Simply put, freedom is
the absence of government coercion. Our Founding Fathers
understood this, and created the least coercive government
in the history of the world. The Constitution established a
very limited, decentralized government to provide national
defense and little else. States, not the federal government,
were charged with protecting individuals against criminal
force and fraud. For the first time, a government was
created solely to protect the rights, liberties, and
property of its citizens. Any government coercion beyond
that necessary to secure those rights was forbidden, both
through the Bill of Rights and the doctrine of strictly
enumerated powers. This reflected the founders’ belief that
democratic government could be as tyrannical as any King.
Few Americans understand
that all government action is inherently coercive. If
nothing else, government action requires taxes. If taxes
were freely paid, they wouldn’t be called taxes, they’d be
called donations. If we intend to use the word freedom in an
honest way, we should have the simple integrity to give it
real meaning: Freedom is living without government coercion.
So when a politician talks about freedom for this group or
that, ask yourself whether he is advocating more government
action or less.
The political left
equates freedom with liberation from material wants, always
via a large and benevolent government that exists to create
equality on earth. To modern liberals, men are free only
when the laws of economics and scarcity are suspended, the
landlord is rebuffed, the doctor presents no bill, and
groceries are given away. But philosopher Ayn Rand (and many
others before her) demolished this argument by explaining
how such “freedom” for some is possible only when government
takes freedoms away from others. In other words, government
claims on the lives and property of those who are expected
to provide housing, medical care, food, etc., for others are
coercive – and thus incompatible with freedom. “Liberalism,”
which once stood for civil, political, and economic
liberties, has become a synonym for omnipotent coercive
government.
The political right
equates freedom with national greatness brought about
through military strength. Like the left, modern
conservatives favor an all-powerful central state – but for
militarism, corporatism, and faith-based welfarism. Unlike
the Taft-Goldwater conservatives of yesteryear, today’s
Republicans are eager to expand government spending,
increase the federal police apparatus, and intervene
militarily around the world. The last tenuous links between
conservatives and support for smaller government have been
severed. “Conservatism,” which once meant respect for
tradition and distrust of active government, has transformed
into big-government utopian grandiosity.
Orwell certainly was
right about the use of meaningless words in politics. If we
hope to remain free, we must cut through the fog and attach
concrete meanings to the words politicians use to deceive
us. We must reassert that America is a republic, not a
democracy, and remind ourselves that the Constitution places
limits on government that no majority can overrule. We must
resist any use of the word “freedom” to describe state
action. We must reject the current meaningless designations
of “liberals” and “conservatives,” in favor of an accurate
term for both: statists.
Every politician on earth
claims to support freedom. The problem is so few of them
understand the simple meaning of the word.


# Work to be completed:
The answer must be a single number: how many lines of the entries below include "electron".

◆ ◆ ◆ ◆

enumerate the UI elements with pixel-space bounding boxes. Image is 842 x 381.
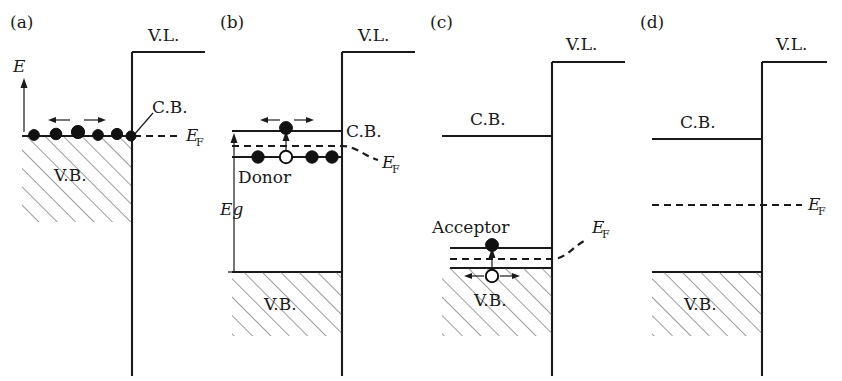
donor-site-filled	[252, 151, 264, 163]
panel-c-canvas: (c) V.L. C.B. Acceptor E F V.B.	[420, 0, 632, 381]
fermi-level-subscript: F	[392, 163, 400, 176]
donor-site-filled	[306, 151, 318, 163]
acceptor-label: Acceptor	[431, 217, 510, 237]
panel-b-canvas: (b) V.L. C.B. E F Donor	[210, 0, 422, 381]
electron	[50, 128, 62, 140]
valence-band-label: V.B.	[473, 290, 507, 310]
fermi-level-subscript: F	[196, 136, 204, 149]
band-gap-label: Eg	[219, 199, 243, 219]
panel-c-caption: (c)	[430, 12, 453, 32]
band-diagram-figure: (a) E V.B. V.L. C.B. E F	[0, 0, 842, 381]
panel-b-caption: (b)	[220, 12, 244, 32]
conduction-band-label: C.B.	[470, 109, 506, 129]
fermi-level-subscript: F	[818, 205, 826, 218]
valence-band-label: V.B.	[263, 294, 297, 314]
electron	[126, 131, 136, 141]
electron	[111, 128, 122, 139]
vacuum-level-label: V.L.	[357, 25, 389, 45]
donor-site-ionized	[280, 151, 292, 163]
conduction-electron	[280, 122, 293, 135]
panel-a-caption: (a)	[10, 12, 33, 32]
fermi-level-subscript: F	[602, 228, 610, 241]
electron	[71, 125, 84, 138]
hole	[486, 270, 498, 282]
vacuum-level-label: V.L.	[147, 25, 179, 45]
panel-a: (a) E V.B. V.L. C.B. E F	[0, 0, 212, 381]
panel-a-canvas: (a) E V.B. V.L. C.B. E F	[0, 0, 212, 381]
valence-band-label: V.B.	[683, 294, 717, 314]
panel-c: (c) V.L. C.B. Acceptor E F V.B.	[420, 0, 632, 381]
valence-band-label: V.B.	[53, 165, 87, 185]
fermi-level-curve	[450, 240, 586, 259]
energy-axis: E	[12, 56, 28, 132]
electron-motion-arrows	[48, 117, 106, 123]
conduction-band-label: C.B.	[680, 112, 716, 132]
vacuum-level-label: V.L.	[775, 34, 807, 54]
conduction-band-leader	[133, 113, 153, 136]
electron	[29, 130, 40, 141]
conduction-band-label: C.B.	[346, 121, 382, 141]
electron	[93, 130, 104, 141]
donor-label: Donor	[238, 167, 292, 187]
panel-d-canvas: (d) V.L. C.B. E F V.B.	[630, 0, 842, 381]
vacuum-level	[762, 62, 827, 376]
panel-d-caption: (d)	[640, 12, 664, 32]
vacuum-level	[552, 62, 625, 376]
energy-axis-label: E	[12, 56, 26, 76]
donor-site-filled	[326, 151, 338, 163]
vacuum-level-label: V.L.	[565, 34, 597, 54]
panel-b: (b) V.L. C.B. E F Donor	[210, 0, 422, 381]
acceptor-electron	[486, 239, 499, 252]
vacuum-level	[342, 52, 415, 376]
conduction-band-label: C.B.	[152, 97, 188, 117]
panel-d: (d) V.L. C.B. E F V.B.	[630, 0, 842, 381]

◆ ◆ ◆ ◆

# Written solution:
9